Govt again miskicks on the stock market
There is a Spanish proverb that goes along the lines of pouring water on a drowned mouse, which means putting in more resources into a losing battle.
At a time when stocks around the world are tumbling on coronavirus fears, the finance minister's move to summon all bank chiefs on Monday to his office to instruct them to take up on the Bangladesh Bank package for lenders with the view to propping up the ailing stock market -- felt something along the lines of the Spanish proverb.
Was it a wise move? Will it create more burden on the banking system that is already drowning under heaving default loans?
On February 10, the central bank announced a package for banks, allowing them each to set up funds worth Tk 200 crore by taking the funds from the central bank through repurchase agreements against treasury bills and bonds owned by them.
The banks will have to pay 5 per cent interest for the fund and the credit tenure will be until February 2025.
So far, only nine banks have formed the special fund, in what can be construed as reluctance amongst banks in taking up this voluntary scheme.
This raises the question: why are banks reluctant?
Had they deemed investment in the market profitable, they would have done it out of their own volition, which we saw in 2009 -- when they invested even by violating the rules of their maximum scope of investment.
A number of bankers told the correspondent yesterday that a shortage of liquidity is not the only reason for the indisposition.
Moreover, most of the banks realise that gambling is rampant in Bangladesh's bourse, so junk stocks become hot cakes out of the blue while well-performing companies are on the slide.
Some companies soar abnormally without any reason. Only a few are punished for the manipulation.
There is a huge lack of good governance among listed companies -- and giving their shareholders heathy returns is lower down their list of priorities.
Many companies came to the stock market in the last one decade through initial public offering. But within a few years, they turned into junk stocks. Not just that, most of them showed lower earnings soon after listing.
These, along with a few other reasons, dented investors' confidence in the market -- badly. Which is why, the Dhaka bourse has been on the slide for a good six months now.
Amid this fraught situation came the blow of coronavirus, which has left most stock market investors, not just in Bangladesh but all around the world, in a state of panic.
Since March 8, when the Institute of Epidemiology Disease Control And Research, the sole testing agency for coronavirus, announced three people have been tested positive for COVID-19, in the country's maiden cases, the index shed 612 points, or 13.95 per cent.
During the time, about Tk 37,853 crore, or 11.24 per cent, have been wiped off the Dhaka Stock Exchange.
In the last one month, American Dow Jones plunged 31.3 per cent, S&P 500 index 29.4 per cent, European Euro Stoxx 50 36.7 per cent, Germany's DAX index 37.3 per cent, Spain's IBEX 35 37.8 per cent and Japan's Nikkei 225 index 27.8 per cent.
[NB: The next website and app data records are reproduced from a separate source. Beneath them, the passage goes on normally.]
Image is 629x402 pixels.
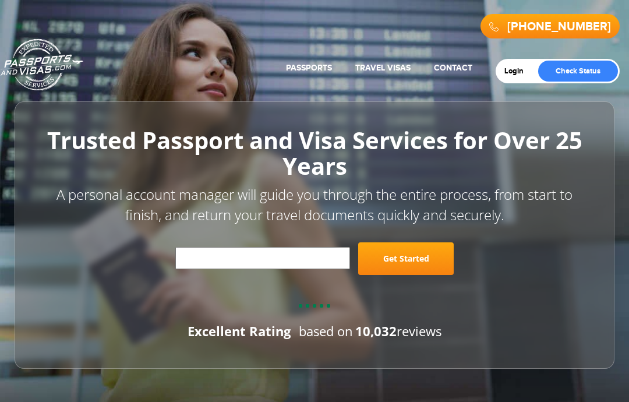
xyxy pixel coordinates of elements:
p: A personal account manager will guide you through the entire process, from start to finish, and r... [41,185,588,225]
a: Check Status [538,61,618,82]
a: Contact [434,63,472,73]
span: based on [299,322,353,340]
a: Passports & [DOMAIN_NAME] [1,38,83,91]
a: Login [504,66,532,76]
a: Travel Visas [355,63,411,73]
h1: Trusted Passport and Visa Services for Over 25 Years [41,128,588,179]
strong: 10,032 [355,322,397,340]
a: Get Started [358,242,454,275]
div: Excellent Rating [188,322,291,340]
span: reviews [355,322,441,340]
a: [PHONE_NUMBER] [507,20,611,34]
a: Passports [286,63,332,73]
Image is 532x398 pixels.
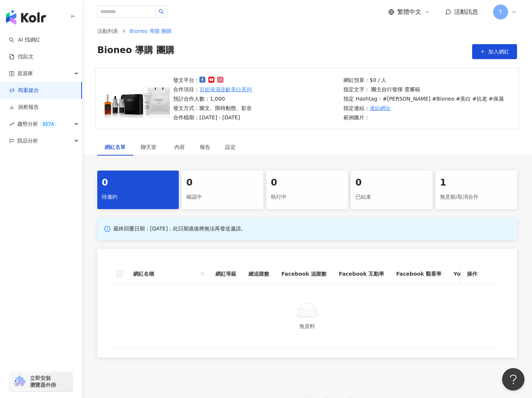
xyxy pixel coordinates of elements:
[40,120,57,128] div: BETA
[499,8,502,16] span: T
[488,48,509,55] span: 加入網紅
[271,191,344,204] div: 執行中
[200,143,210,151] div: 報告
[9,53,34,61] a: 找貼文
[344,104,504,112] p: 指定連結：
[461,264,502,285] th: 操作
[440,191,512,204] div: 無意願/取消合作
[96,27,120,35] a: 活動列表
[141,145,160,150] span: 聊天室
[174,143,185,151] div: 內容
[9,104,39,111] a: 洞察報告
[383,95,430,103] p: #[PERSON_NAME]
[199,268,206,280] span: search
[9,122,14,127] span: rise
[200,272,205,276] span: search
[173,95,252,103] p: 預計合作人數：1,000
[447,264,501,285] th: YouTube 追蹤數
[173,104,252,112] p: 發文方式：圖文、限時動態、影音
[275,264,333,285] th: Facebook 追蹤數
[173,76,252,84] p: 發文平台：
[9,87,39,94] a: 商案媒合
[502,368,524,390] iframe: Help Scout Beacon - Open
[103,80,171,117] img: 百妮保濕逆齡美白系列
[225,143,236,151] div: 設定
[105,143,126,151] div: 網紅名單
[344,113,504,122] p: 範例圖片：
[6,10,46,25] img: logo
[133,270,197,278] span: 網紅名稱
[12,375,26,388] img: chrome extension
[472,44,517,59] button: 加入網紅
[121,322,493,330] div: 無資料
[129,28,172,34] span: Bioneo 導購 團購
[186,191,259,204] div: 確認中
[456,95,471,103] p: #美白
[344,85,504,94] p: 指定文字： 團主自行發揮 需審稿
[472,95,487,103] p: #抗老
[186,177,259,189] div: 0
[173,85,252,94] p: 合作項目：
[369,104,390,112] a: 連結網址
[17,115,57,133] span: 趨勢分析
[355,191,428,204] div: 已結束
[344,95,504,103] p: 指定 Hashtag：
[17,65,33,82] span: 資源庫
[344,76,504,84] p: 網紅預算：$0 / 人
[440,177,512,189] div: 1
[209,264,242,285] th: 網紅等級
[355,177,428,189] div: 0
[432,95,455,103] p: #Bioneo
[489,95,504,103] p: #保濕
[173,113,252,122] p: 合作檔期：[DATE] - [DATE]
[159,9,164,14] span: search
[199,85,252,94] a: 百妮保濕逆齡美白系列
[10,372,73,392] a: chrome extension立即安裝 瀏覽器外掛
[271,177,344,189] div: 0
[390,264,447,285] th: Facebook 觀看率
[17,133,38,149] span: 競品分析
[242,264,275,285] th: 總追蹤數
[102,191,174,204] div: 待邀約
[30,375,56,389] span: 立即安裝 瀏覽器外掛
[102,177,174,189] div: 0
[113,225,246,233] p: 最終回覆日期：[DATE]，此日期過後將無法再發送邀請。
[333,264,389,285] th: Facebook 互動率
[103,225,112,233] span: info-circle
[454,8,478,15] span: 活動訊息
[9,36,41,43] a: searchAI 找網紅
[97,44,174,59] span: Bioneo 導購 團購
[397,8,421,16] span: 繁體中文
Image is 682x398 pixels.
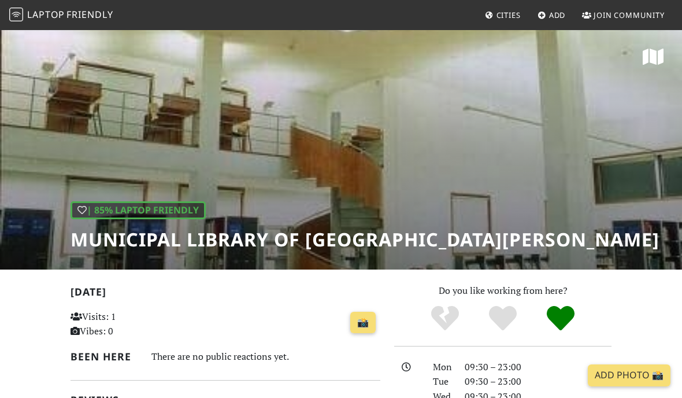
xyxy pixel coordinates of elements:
a: Join Community [578,5,670,25]
h1: Municipal Library of [GEOGRAPHIC_DATA][PERSON_NAME] [71,228,660,250]
a: Add [533,5,571,25]
a: Add Photo 📸 [588,364,671,386]
h2: Been here [71,350,138,363]
span: Join Community [594,10,665,20]
span: Laptop [27,8,65,21]
div: No [416,304,474,333]
a: Cities [480,5,526,25]
span: Add [549,10,566,20]
a: 📸 [350,312,376,334]
div: Yes [474,304,532,333]
div: Definitely! [532,304,590,333]
div: Mon [426,360,458,375]
a: LaptopFriendly LaptopFriendly [9,5,113,25]
span: Cities [497,10,521,20]
h2: [DATE] [71,286,380,302]
div: 09:30 – 23:00 [458,374,619,389]
div: | 85% Laptop Friendly [71,201,206,220]
div: There are no public reactions yet. [151,348,380,365]
img: LaptopFriendly [9,8,23,21]
p: Do you like working from here? [394,283,612,298]
p: Visits: 1 Vibes: 0 [71,309,165,339]
div: Tue [426,374,458,389]
div: 09:30 – 23:00 [458,360,619,375]
span: Friendly [66,8,113,21]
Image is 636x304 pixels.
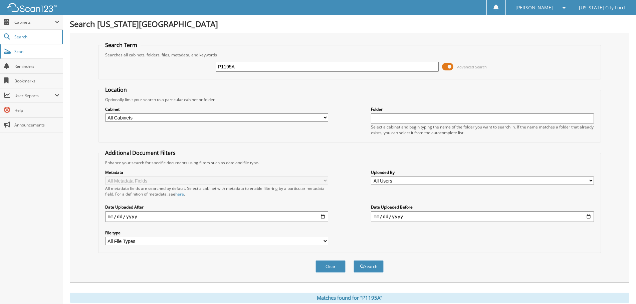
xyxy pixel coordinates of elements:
[14,63,59,69] span: Reminders
[102,97,597,102] div: Optionally limit your search to a particular cabinet or folder
[105,170,328,175] label: Metadata
[602,272,636,304] iframe: Chat Widget
[70,293,629,303] div: Matches found for "P1195A"
[70,18,629,29] h1: Search [US_STATE][GEOGRAPHIC_DATA]
[105,204,328,210] label: Date Uploaded After
[315,260,345,273] button: Clear
[105,186,328,197] div: All metadata fields are searched by default. Select a cabinet with metadata to enable filtering b...
[102,149,179,157] legend: Additional Document Filters
[14,19,55,25] span: Cabinets
[371,170,594,175] label: Uploaded By
[105,211,328,222] input: start
[371,124,594,136] div: Select a cabinet and begin typing the name of the folder you want to search in. If the name match...
[102,41,141,49] legend: Search Term
[14,107,59,113] span: Help
[371,106,594,112] label: Folder
[371,211,594,222] input: end
[102,52,597,58] div: Searches all cabinets, folders, files, metadata, and keywords
[102,160,597,166] div: Enhance your search for specific documents using filters such as date and file type.
[353,260,383,273] button: Search
[14,34,58,40] span: Search
[457,64,487,69] span: Advanced Search
[102,86,130,93] legend: Location
[371,204,594,210] label: Date Uploaded Before
[7,3,57,12] img: scan123-logo-white.svg
[14,49,59,54] span: Scan
[14,78,59,84] span: Bookmarks
[14,122,59,128] span: Announcements
[175,191,184,197] a: here
[105,106,328,112] label: Cabinet
[579,6,625,10] span: [US_STATE] City Ford
[14,93,55,98] span: User Reports
[515,6,553,10] span: [PERSON_NAME]
[105,230,328,236] label: File type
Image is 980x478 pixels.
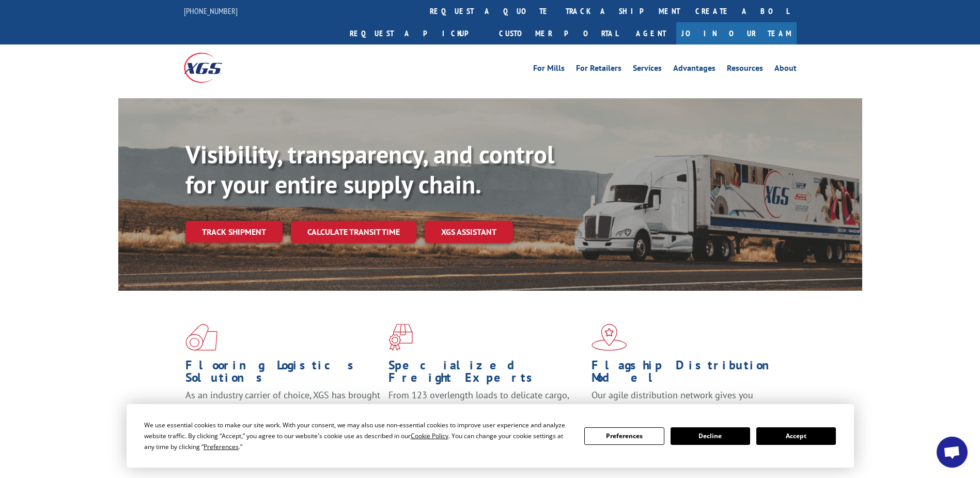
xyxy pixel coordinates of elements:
[633,64,661,76] a: Services
[389,324,413,351] img: xgs-icon-focused-on-flooring-red
[727,64,763,76] a: Resources
[144,420,572,452] div: We use essential cookies to make our site work. With your consent, we may also use non-essential ...
[203,442,239,451] span: Preferences
[185,389,380,426] span: As an industry carrier of choice, XGS has brought innovation and dedication to flooring logistics...
[591,389,782,413] span: Our agile distribution network gives you nationwide inventory management on demand.
[670,427,750,445] button: Decline
[185,138,555,200] b: Visibility, transparency, and control for your entire supply chain.
[584,427,664,445] button: Preferences
[342,22,491,44] a: Request a pickup
[126,404,854,468] div: Cookie Consent Prompt
[676,22,797,44] a: Join Our Team
[491,22,625,44] a: Customer Portal
[625,22,676,44] a: Agent
[673,64,716,76] a: Advantages
[291,221,416,243] a: Calculate transit time
[411,431,448,440] span: Cookie Policy
[185,324,217,351] img: xgs-icon-total-supply-chain-intelligence-red
[185,221,282,242] a: Track shipment
[775,64,797,76] a: About
[533,64,565,76] a: For Mills
[591,359,787,389] h1: Flagship Distribution Model
[184,6,237,16] a: [PHONE_NUMBER]
[389,389,584,435] p: From 123 overlength loads to delicate cargo, our experienced staff knows the best way to move you...
[936,436,968,468] a: Open chat
[591,324,627,351] img: xgs-icon-flagship-distribution-model-red
[757,427,836,445] button: Accept
[389,359,584,389] h1: Specialized Freight Experts
[425,221,513,243] a: XGS ASSISTANT
[185,359,381,389] h1: Flooring Logistics Solutions
[576,64,621,76] a: For Retailers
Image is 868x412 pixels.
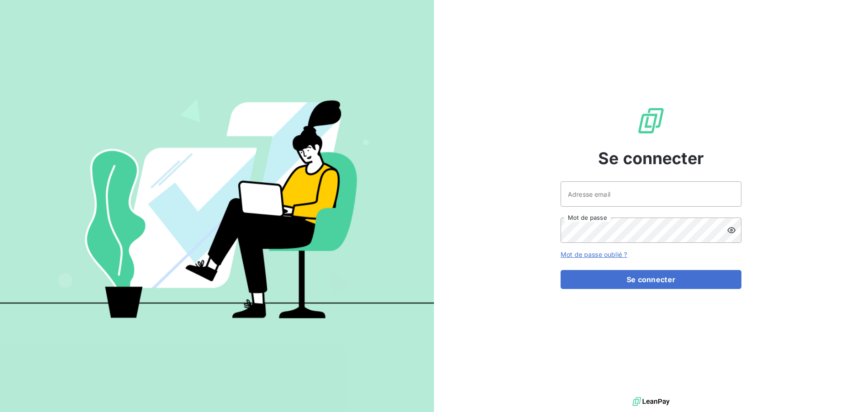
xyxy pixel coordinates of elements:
button: Se connecter [561,270,741,289]
span: Se connecter [598,146,704,171]
input: placeholder [561,182,741,207]
img: Logo LeanPay [637,106,665,135]
img: logo [632,395,670,408]
a: Mot de passe oublié ? [561,250,627,258]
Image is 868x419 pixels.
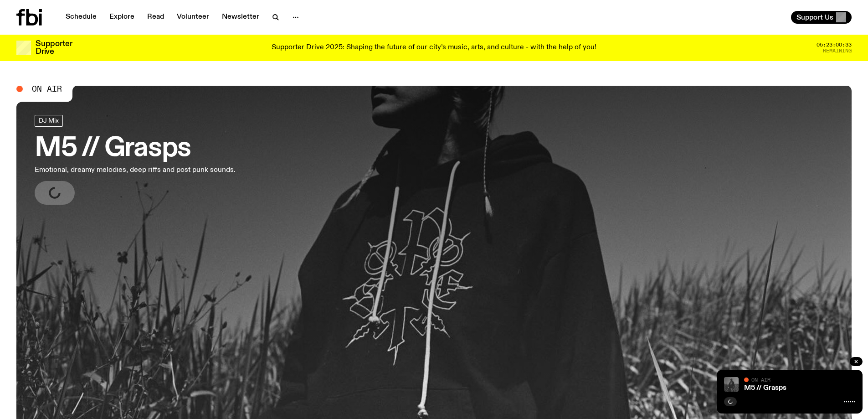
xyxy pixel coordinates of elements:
a: M5 // GraspsEmotional, dreamy melodies, deep riffs and post punk sounds. [34,115,235,206]
a: Schedule [60,11,102,24]
a: Newsletter [216,11,265,24]
h3: M5 // Grasps [34,136,235,161]
p: Supporter Drive 2025: Shaping the future of our city’s music, arts, and culture - with the help o... [272,44,597,52]
a: DJ Mix [34,115,63,127]
span: On Air [751,377,771,382]
span: Support Us [796,13,834,21]
a: Volunteer [171,11,215,24]
span: On Air [32,85,62,93]
p: Emotional, dreamy melodies, deep riffs and post punk sounds. [34,165,235,175]
a: M5 // Grasps [744,385,786,392]
a: Explore [104,11,140,24]
span: DJ Mix [39,117,59,124]
h3: Supporter Drive [36,40,72,56]
a: Read [142,11,170,24]
button: Support Us [791,11,852,24]
span: Remaining [823,48,852,53]
span: 05:23:00:33 [816,42,852,47]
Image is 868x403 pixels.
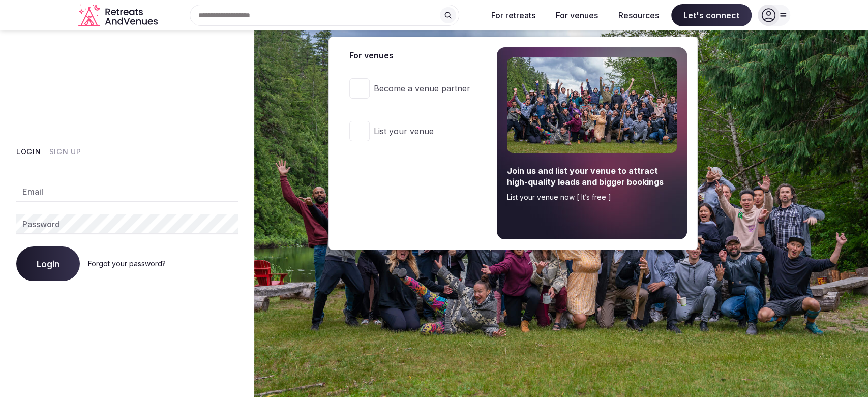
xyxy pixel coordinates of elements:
[88,260,166,268] a: Forgot your password?
[507,165,677,188] span: Join us and list your venue to attract high-quality leads and bigger bookings
[483,4,544,27] button: For retreats
[507,192,677,202] span: List your venue now [ It’s free ]
[79,4,160,27] svg: Retreats and Venues company logo
[671,4,752,27] span: Let's connect
[16,147,41,157] button: Login
[49,147,81,157] button: Sign Up
[497,47,688,239] a: Join us and list your venue to attract high-quality leads and bigger bookingsList your venue now ...
[340,111,485,151] a: List your venue
[349,49,485,62] span: For venues
[36,259,60,269] span: Login
[374,126,471,137] span: List your venue
[340,68,485,109] a: Become a venue partner
[254,31,868,397] img: My Account Background
[16,247,80,281] button: Login
[548,4,606,27] button: For venues
[374,83,471,94] span: Become a venue partner
[610,4,667,27] button: Resources
[507,58,677,153] img: For venues
[79,4,160,27] a: Visit the homepage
So, if the coronavirus epidemic tears through Bangladesh like in many countries around the world, the country's bourse cannot up against the tide.
Then, who will take the responsibility for the banks' losses if they invest in stocks by heeding the orders if the BB and finance ministry?
With the impact of the recent bear run, many well-performing companies' stocks crashed to a 4- or 5-year-low.
So, some of the institutional investors might be tempted to snap up those companies' stocks.
But that's not a surety as the overriding problem of the stock market, which is a crying lack of good governance is still missing.
So, the government can take this opportunity to truly fix the stock market instead of some stopgap measures, which come across as putting a Band-Aid on a bullet wound.
For a start, the government can bring in companies with robust corporate governance to the market. Already the government has taken some initiatives to bring some state-run companies.
This is a good move. But they should bring the well performing state-run companies, so that the investors' confidence gets a boost.
On the other hand, the government should create an environment such that well-performing big companies are tempted to get listed.
Such initiatives will boost stock investors' confidence and then they will channel funds to the stock market.
Nothing else will work.
The BB package came after a host of frills the government had provided for the bourse failed.
The Dhaka stocks has been on the downtrend for a while now. To halt the free fall, the central bank also provided a revolving fund to the Investment Corporation of Bangladesh to invest in the stock market.
It redefined banks' exposure definition to increase their investment capacity.
When those failed did the BB bring in the big guns. But that move is also primed to be a non-success.
So, the government should focus on the right space and it should realise liquidity is not the only reason for the slide.
Otherwise, it will continue to keep on giving incentives and the market will keep on bleeding.